THE rather pointed reference to myself, which Dr. Watson makes at the end of this new edition of his work, seems to call for an answer. Had this call come some five or six years ago, when the questions once again at issue were debated in a somewhat lively way, I should have had little difficulty in rising to it:—but I have in the interval been so busy with questions of a totally different nature that I am taken at a disadvantage, especially as I cannot at present find time to read up again the discussions of that period.

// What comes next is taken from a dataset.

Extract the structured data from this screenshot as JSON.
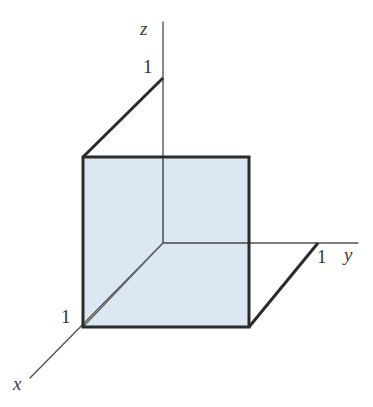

I remember enough about them, however, to make the very positive assertion that the questions then raised turned on points of logic, relevancy, and consistency, much more than upon physical ideas or mathematical processes; and a perusal of Dr. Watson's volume shows me that he has reproduced from Boltzmann and others much of what I then objected to. I believe that I gave, in 1886 (Trans. R S.E. vol. xxxiii.), the first (and possibly even now the sole) thoroughly legitimate, and at least approximately complete, demonstration of what is known as Clerk-Maxwell's Theorem, relating to the ultimate partition of energy between or among two or more sets of hard, smooth, and perfectly elastic spherical particles. And I then pointed out, in considerable detail, the logical deficiencies or contradictions which vitiated Maxwell's own proof of 1859, as well as those involved in the mode of demonstration which he subsequently adopted from Boltzmann. Dr. Boltzmann entered, at the time, on an elaborate defence of his position; but he did not, in my opinion, satisfactorily dispose of the objections I had raised. Of course I am fully aware how very much easier it is for one to discover flaws in another man's logic than in his own, and how unprepared he usually is to acknowledge his own defects of logic even when they are pointed out to him. But the only attacks which, so far as I know, have been made on my investigation, were easily shown to be due to misconception of some of the terms or processes employed.

A Treatise on the Kinetic Theory of Gases.

By Henry William Watson Second Edition. (Oxford: at the Clarendon Press, 1893.)